A Chill in the Air?

There will be times, maybe when your aunt at Thanksgiving dinner says she’s decided to buy a pickup truck or that she’s taken up break-dancing at her neighborhood bar, that the atmosphere in a room changes.

We’ve all been there, but we didn’t expect that change in atmosphere, that chill, to occur at the Special Committee on Medicaid Expansion in the Kansas Statehouse last week.

That chill? 

It was when former seven-term Rep. Larry Campbell, R-Olathe, who was named State Budget Director by former Republican Gov. Jeff Colyer and retained by Democrat Gov. Laura Kelly, was battered by that committee for his lack of a fiscal note on a Medicaid expansion proposal that the Senate has proposed.

The fiscal note is the estimate of the cost to the state of passing a bill. It’s essentially a pricetag that is a key to lawmakers deciding whether to vote for or against a bill, any bill.

And the bill this time around is the Kelly-supported expansion of Medicaid to about 130,000 Kansans who don’t have health insurance. Turns out that Campbell had a pretty good estimate of the cost of expanding that health-care coverage to the state’s poor, but not a clue of the pricetag of a complex Senate-generated proposal for getting that 90 percent federal/10 percent state funded plan enacted.

Nobody expects the state budget director to walk across water when he goes to the Statehouse to present a fiscal note on just what a piece of legislation is likely to cost the state. But lawmakers have rarely heard a budget director tell them that he’s not authorized to put together one of those fiscal notes until there is actually a bill typed up and introduced. 

Of course, Campbell did have a pricetag for the Medicaid expansion bill proposed by Kelly, passed by the House and ignored by the Senate last year. That was a bill, not just a plan for a bill proposed by a Senate committee a couple weeks ago.

So…Campbell only had a fiscal note for a bill that the Senate leadership doesn’t like and doesn’t want and no fiscal note for the not-yet-a-bill that Senate Majority Leader Jim Denning, R-Overland Park, crafted. 

It instantly became political, with assertions that Campbell was just the governor’s guy, sending the message that the budget director—and possibly any fiscal notes on bills the governor doesn’t like—are questionable. That’s an earth-shaking change in the Statehouse for us folks who hang out at the Statehouse for a living, or possibly as a condition of probation.

***

Nope, we don’t know yet just what that little scuffle is going to amount to in the upcoming election-year session. But there are suspicions.

Maybe that little flare-up means that the Republicans who run the Legislature are getting ready for open warfare with the governor. 

It casts doubt on the willingness of the governor, and her employees, for cooperating with lawmakers. That has the effect of essentially either freezing out the governor or the Legislature from actually driving the state. That devolves into what becomes a governor vs. Legislature fight that will delay everything that is politically and financially important. 

It also has the effect of determining whether the top-heavy Republican majorities in both House and Senate can become a  unilateral “no” vote, or a “yes” vote, or majorities that have the power to override gubernatorial vetoes on anything with a political aspect…like Medicaid expansion, of course, or maybe tax cuts and who gets them…

Nothing is simple in the Statehouse, and maybe, just maybe, we got a taste of confrontation that will make everything harder.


▶ [Work instruction]: Your copy should hold only the lines from the one containing "Extract all elements" through the final line of the entries, exactly as written, with no pictures.

▶ [Provided data]:

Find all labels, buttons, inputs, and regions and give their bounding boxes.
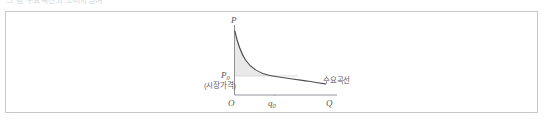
- shaded-surplus-area: [235, 31, 297, 76]
- origin-label: O: [228, 98, 235, 108]
- price-level-label: P0: [221, 70, 230, 81]
- x-axis-label: Q: [326, 98, 333, 108]
- quantity-tick-letter: q: [268, 98, 273, 108]
- quantity-tick-label: q0: [268, 98, 276, 109]
- market-price-annotation: (시장가격): [204, 81, 236, 90]
- y-axis-label: P: [231, 15, 237, 25]
- quantity-tick-subscript: 0: [273, 102, 276, 109]
- figure-frame: P Q O q0 P0 (시장가격) 수요곡선: [5, 11, 538, 113]
- price-label-letter: P: [221, 70, 227, 80]
- figure-caption: 그 림 수요곡선과 소비자잉여: [6, 0, 206, 5]
- demand-curve-annotation: 수요곡선: [323, 76, 350, 85]
- demand-curve-chart: P Q O q0 P0 (시장가격) 수요곡선: [6, 12, 539, 114]
- price-label-subscript: 0: [227, 74, 230, 81]
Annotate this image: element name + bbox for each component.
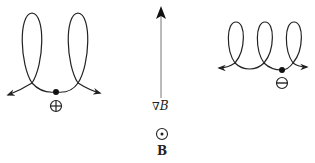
grad-b-drift-diagram: ∇B B xyxy=(0,0,315,163)
b-field-out-of-page-icon xyxy=(157,129,168,140)
negative-particle-trajectory xyxy=(219,22,307,70)
negative-particle-dot xyxy=(279,67,285,73)
positive-particle-dot xyxy=(53,89,59,95)
gradient-b-label: ∇B xyxy=(152,99,169,113)
positive-particle-trajectory xyxy=(8,13,100,95)
negative-charge-icon xyxy=(277,78,288,89)
positive-charge-icon xyxy=(51,101,62,112)
gradient-b-arrow xyxy=(156,6,166,98)
b-field-label: B xyxy=(157,144,167,158)
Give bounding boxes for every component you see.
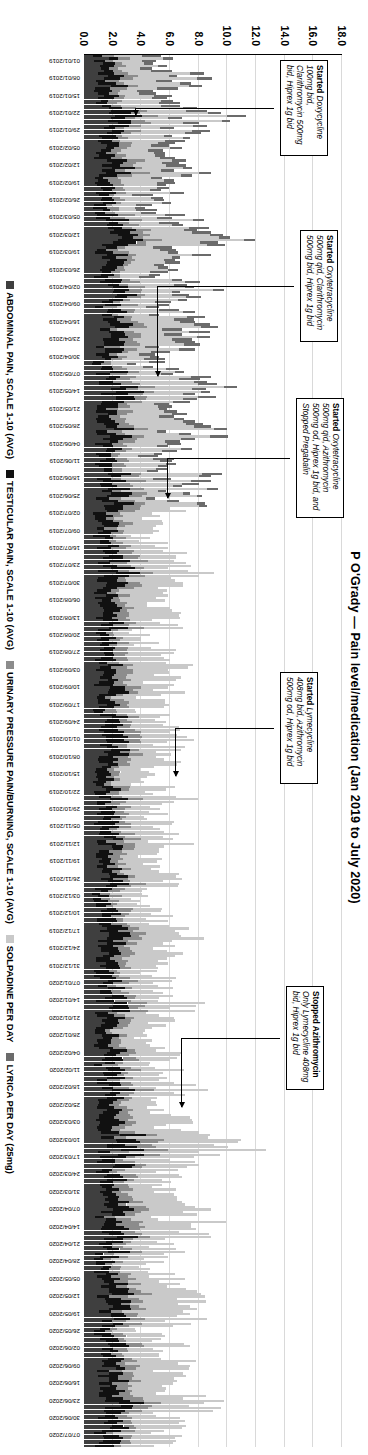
ann-stopped-azithromycin-leader-vertical (182, 1038, 280, 1039)
ann-oxytetracycline-2-arrow-icon (165, 493, 171, 499)
legend-label: TESTICULAR PAIN, SCALE 1-10 (AVG) (5, 481, 15, 650)
ann-oxytetracycline-1-leader-horizontal (157, 286, 158, 376)
chart-landscape: P O'Grady — Pain level/medication (Jan 2… (0, 0, 368, 1455)
legend-swatch-icon (6, 470, 14, 478)
ann-stopped-azithromycin-text: Only Lymecycline 408mg bid, Hiprex 1g bi… (291, 991, 310, 1082)
ann-oxytetracycline-2-bold: Started (331, 403, 340, 433)
ann-oxytetracycline-1-arrow-icon (155, 371, 161, 377)
ann-lymecycline-bold: Started (305, 677, 314, 707)
legend-swatch-icon (6, 281, 14, 289)
ann-stopped-azithromycin-leader-horizontal (181, 1038, 182, 1107)
legend-label: LYRICA PER DAY (25mg) (5, 1064, 15, 1173)
ann-doxycycline-leader-vertical (136, 108, 274, 109)
rotated-chart-canvas: P O'Grady — Pain level/medication (Jan 2… (0, 0, 368, 1455)
ann-stopped-azithromycin-arrow-icon (179, 1102, 185, 1108)
ann-lymecycline-leader-horizontal (175, 728, 176, 776)
ann-doxycycline: Started Doxycycline 100mg bid, Clarithro… (280, 60, 328, 156)
legend-label: URINARY PRESSURE PAIN/BURNING, SCALE 1-1… (5, 672, 15, 924)
annotation-layer: Started Doxycycline 100mg bid, Clarithro… (68, 0, 368, 1455)
ann-lymecycline: Started Lymecycline 408mg bid, Azithromy… (280, 672, 318, 784)
ann-stopped-azithromycin: Stopped Azithromycin Only Lymecycline 40… (286, 986, 324, 1090)
ann-oxytetracycline-2: Started Oxytetracycline 500mg qid, Azith… (296, 398, 344, 518)
legend-swatch-icon (6, 1053, 14, 1061)
ann-lymecycline-leader-vertical (176, 728, 274, 729)
legend-swatch-icon (6, 661, 14, 669)
ann-oxytetracycline-1: Started Oxytetracycline 500mg qid, Clari… (300, 230, 338, 342)
ann-oxytetracycline-1-bold: Started (325, 235, 334, 265)
legend-item-0[interactable]: ABDOMINAL PAIN, SCALE 1-10 (AVG) (5, 281, 15, 459)
ann-oxytetracycline-2-leader-vertical (168, 458, 290, 459)
legend-item-2[interactable]: URINARY PRESSURE PAIN/BURNING, SCALE 1-1… (5, 661, 15, 924)
legend-item-4[interactable]: LYRICA PER DAY (25mg) (5, 1053, 15, 1173)
legend-label: SOLPADINE PER DAY (5, 946, 15, 1043)
ann-doxycycline-arrow-icon (133, 110, 139, 116)
legend-label: ABDOMINAL PAIN, SCALE 1-10 (AVG) (5, 292, 15, 459)
ann-stopped-azithromycin-bold: Stopped Azithromycin (311, 991, 320, 1078)
chart-legend: ABDOMINAL PAIN, SCALE 1-10 (AVG)TESTICUL… (2, 0, 18, 1455)
legend-item-3[interactable]: SOLPADINE PER DAY (5, 935, 15, 1043)
legend-swatch-icon (6, 935, 14, 943)
ann-doxycycline-bold: Started (315, 65, 324, 95)
legend-item-1[interactable]: TESTICULAR PAIN, SCALE 1-10 (AVG) (5, 470, 15, 650)
ann-oxytetracycline-1-leader-vertical (158, 286, 294, 287)
ann-lymecycline-arrow-icon (173, 771, 179, 777)
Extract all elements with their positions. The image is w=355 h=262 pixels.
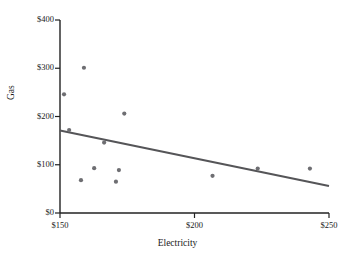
x-axis-tick-label: $150 [35,220,85,230]
y-axis-ticks [55,20,60,213]
data-point [67,128,71,132]
data-point [62,92,66,96]
data-point [79,178,83,182]
y-axis-tick-label: $0 [18,207,54,217]
x-axis-title: Electricity [0,238,355,248]
trend-line [60,130,329,185]
y-axis-tick-label: $400 [18,14,54,24]
data-points [62,66,312,184]
scatter-chart: Gas Electricity $0$100$200$300$400 $150$… [0,0,355,262]
data-point [102,140,106,144]
data-point [308,167,312,171]
data-point [82,66,86,70]
y-axis-title: Gas [6,85,16,100]
x-axis-ticks [60,213,329,218]
data-point [210,174,214,178]
axes [55,20,329,218]
data-point [114,180,118,184]
x-axis-tick-label: $250 [304,220,354,230]
data-point [117,168,121,172]
data-point [92,166,96,170]
x-axis-tick-label: $200 [170,220,220,230]
y-axis-tick-label: $100 [18,159,54,169]
y-axis-tick-label: $300 [18,62,54,72]
data-point [122,112,126,116]
data-point [256,167,260,171]
y-axis-tick-label: $200 [18,111,54,121]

▶ [Response to the task]:
Extract all elements with their positions. The image is w=355 h=262 pixels.
x-axis-tick-label: $150 [35,220,85,230]
y-axis-ticks [55,20,60,213]
data-point [67,128,71,132]
data-point [62,92,66,96]
data-point [79,178,83,182]
y-axis-tick-label: $0 [18,207,54,217]
x-axis-title: Electricity [0,238,355,248]
trend-line [60,130,329,185]
y-axis-tick-label: $400 [18,14,54,24]
data-points [62,66,312,184]
scatter-chart: Gas Electricity $0$100$200$300$400 $150$… [0,0,355,262]
data-point [102,140,106,144]
data-point [308,167,312,171]
data-point [82,66,86,70]
y-axis-title: Gas [6,85,16,100]
x-axis-ticks [60,213,329,218]
data-point [210,174,214,178]
axes [55,20,329,218]
data-point [114,180,118,184]
x-axis-tick-label: $250 [304,220,354,230]
data-point [117,168,121,172]
data-point [92,166,96,170]
x-axis-tick-label: $200 [170,220,220,230]
y-axis-tick-label: $100 [18,159,54,169]
y-axis-tick-label: $300 [18,62,54,72]
data-point [122,112,126,116]
data-point [256,167,260,171]
y-axis-tick-label: $200 [18,111,54,121]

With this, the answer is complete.